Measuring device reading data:
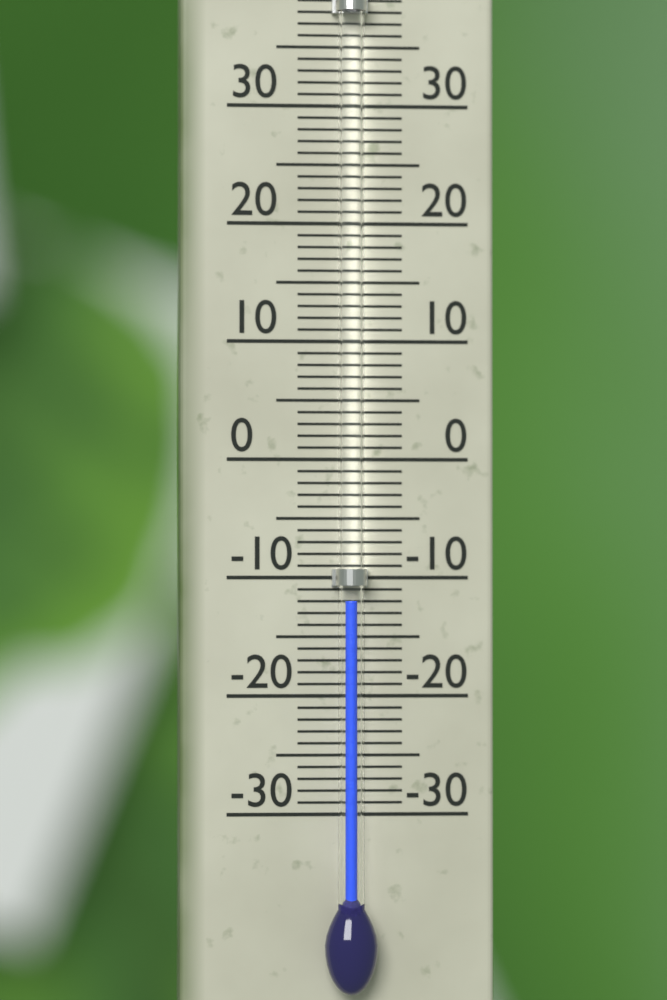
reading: -12 °C
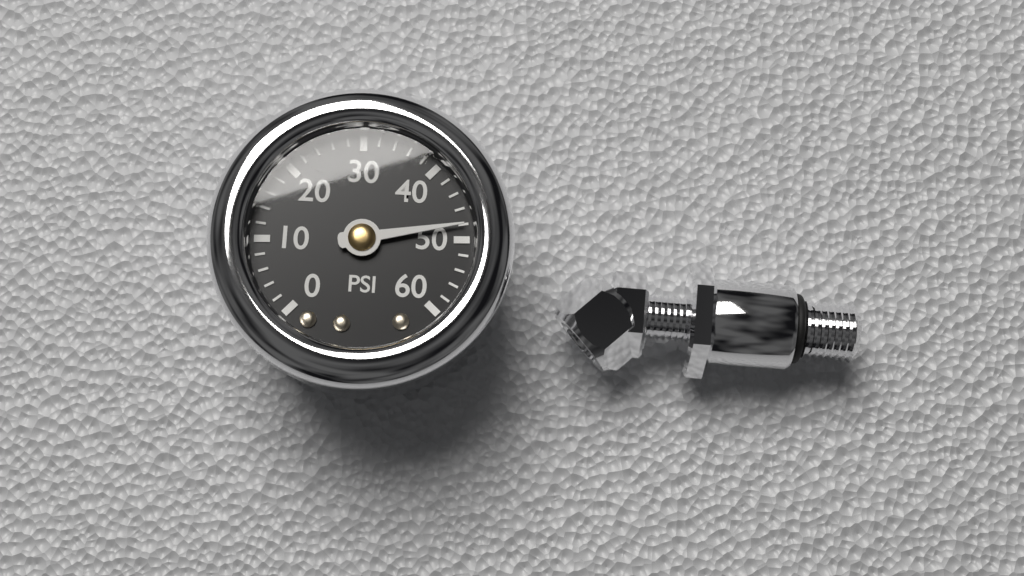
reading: 48 psi
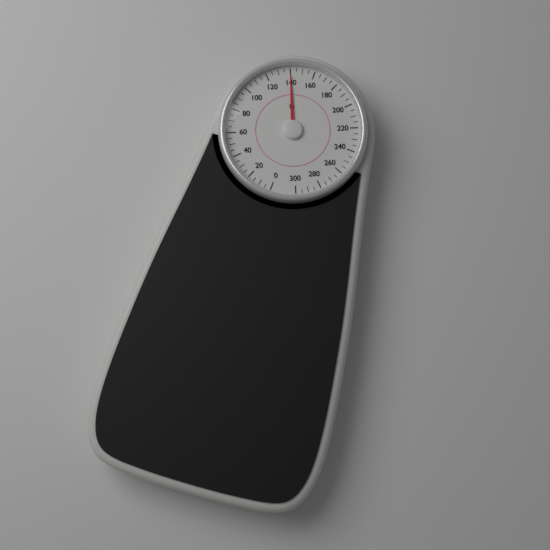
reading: 140 lb
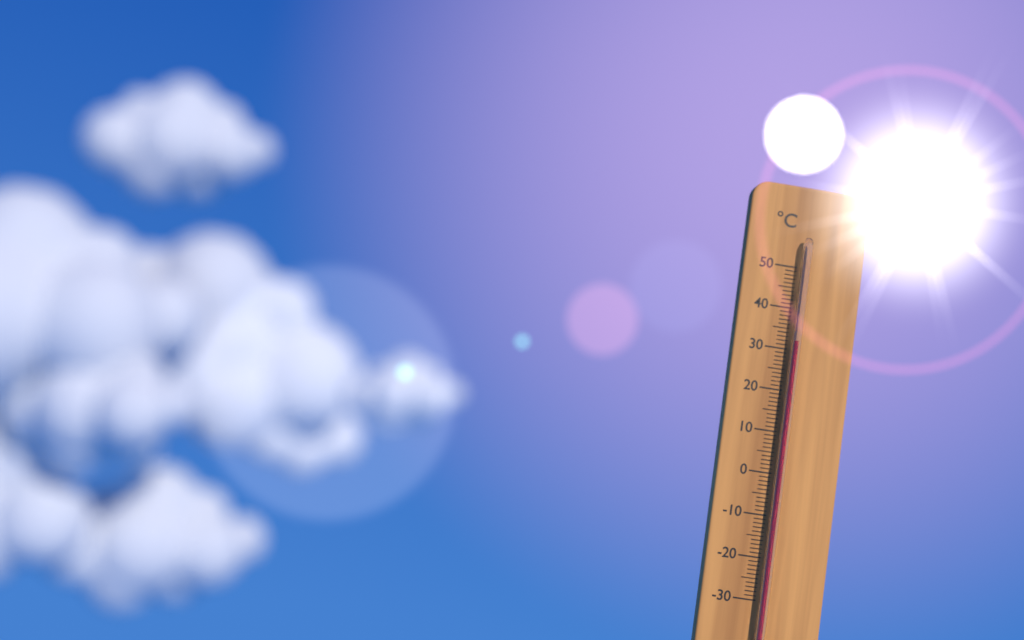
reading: 32 °C
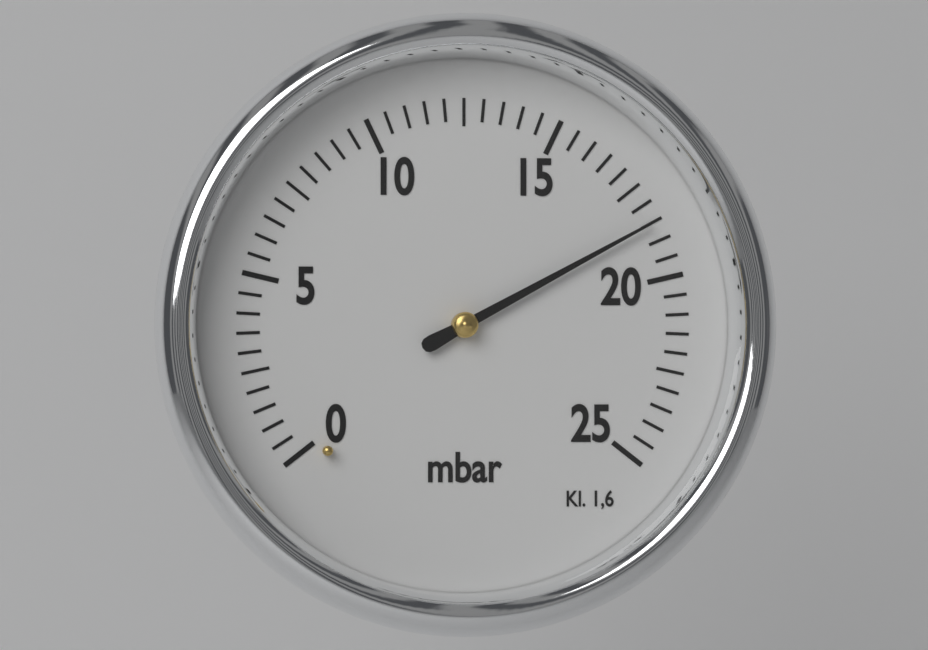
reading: 18.5 mbar
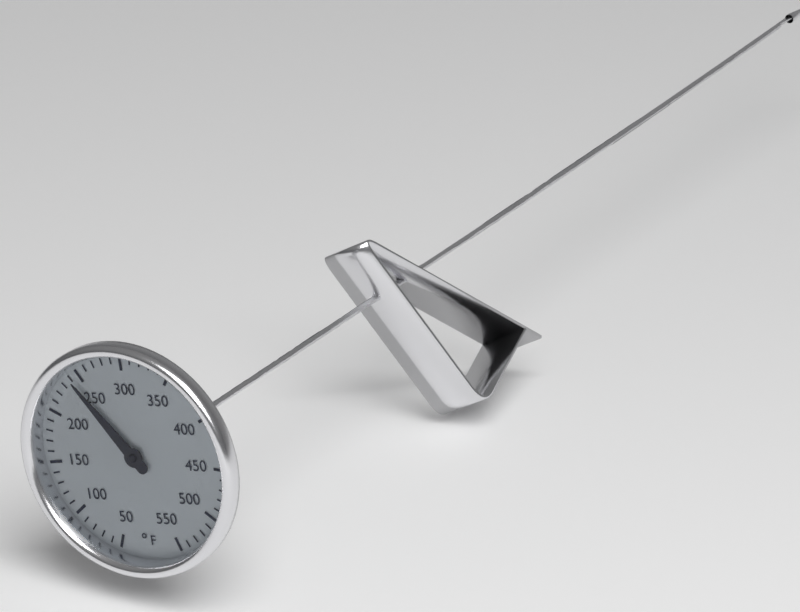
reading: 240 °F
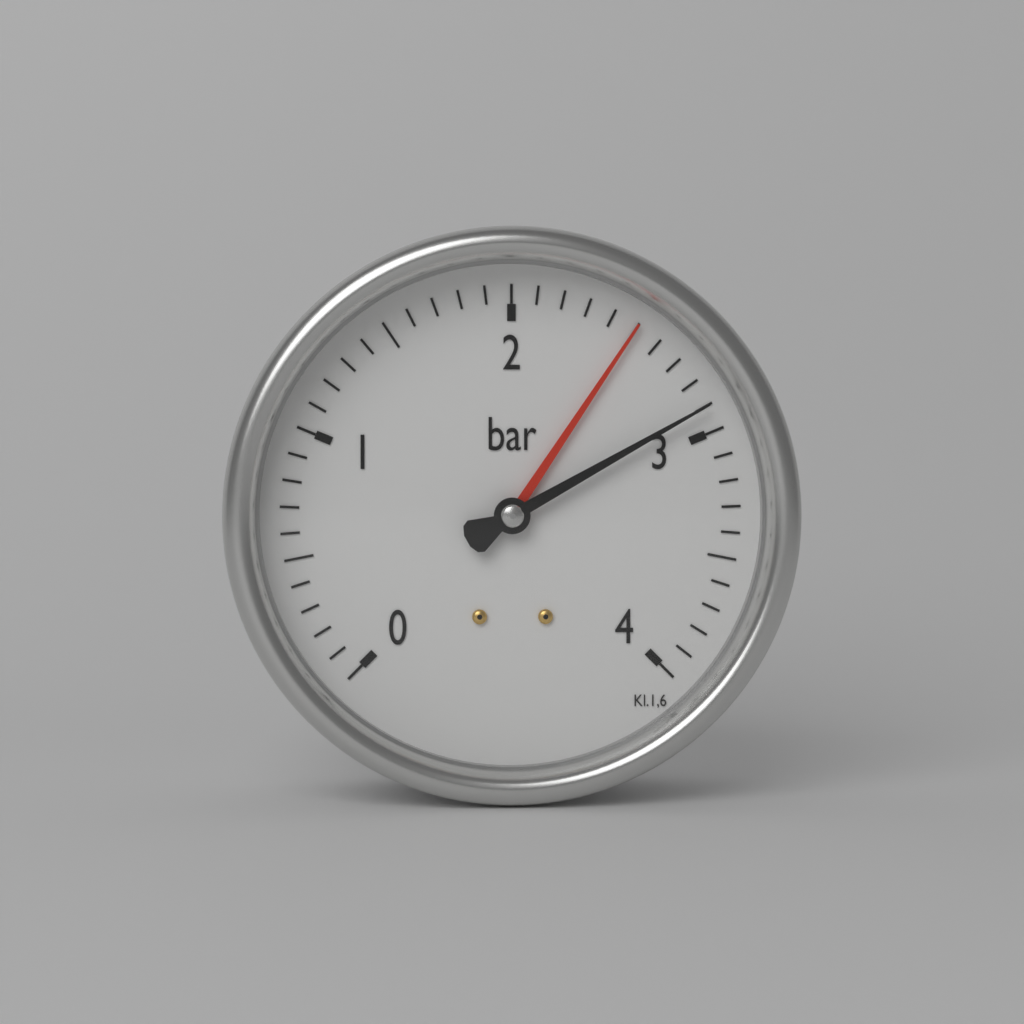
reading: 2.9 bar
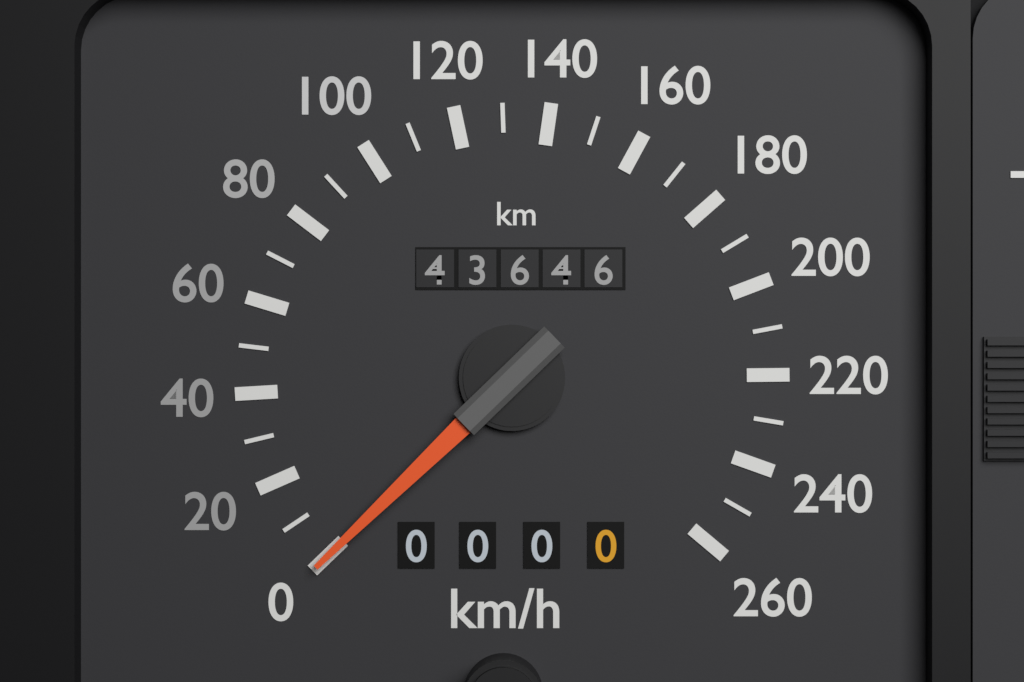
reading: 0 km/h
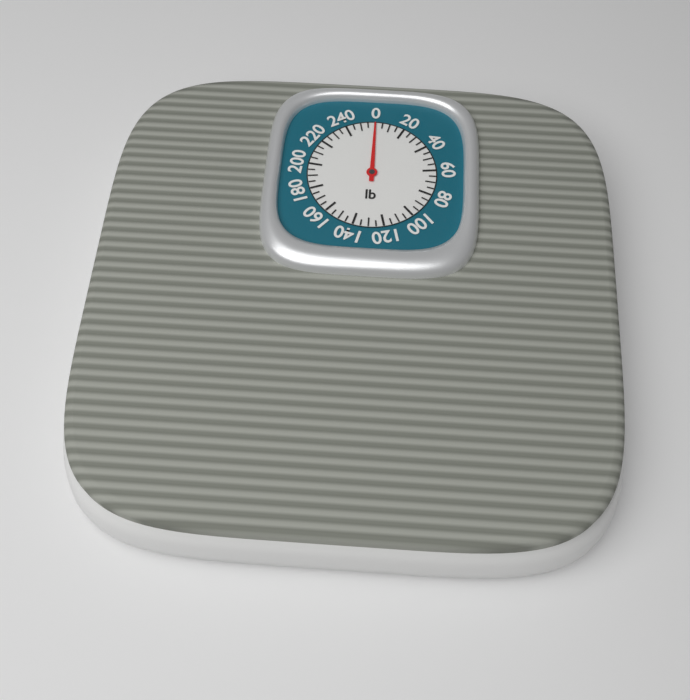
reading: 0 lb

— AIM OF THE EXERCISE —
Return every entry above exactly. Pictures stay out.

— ANSWER FOR THE TASK —
reading: -12 °C
reading: 48 psi
reading: 140 lb
reading: 32 °C
reading: 18.5 mbar
reading: 240 °F
reading: 2.9 bar
reading: 0 km/h
reading: 0 lb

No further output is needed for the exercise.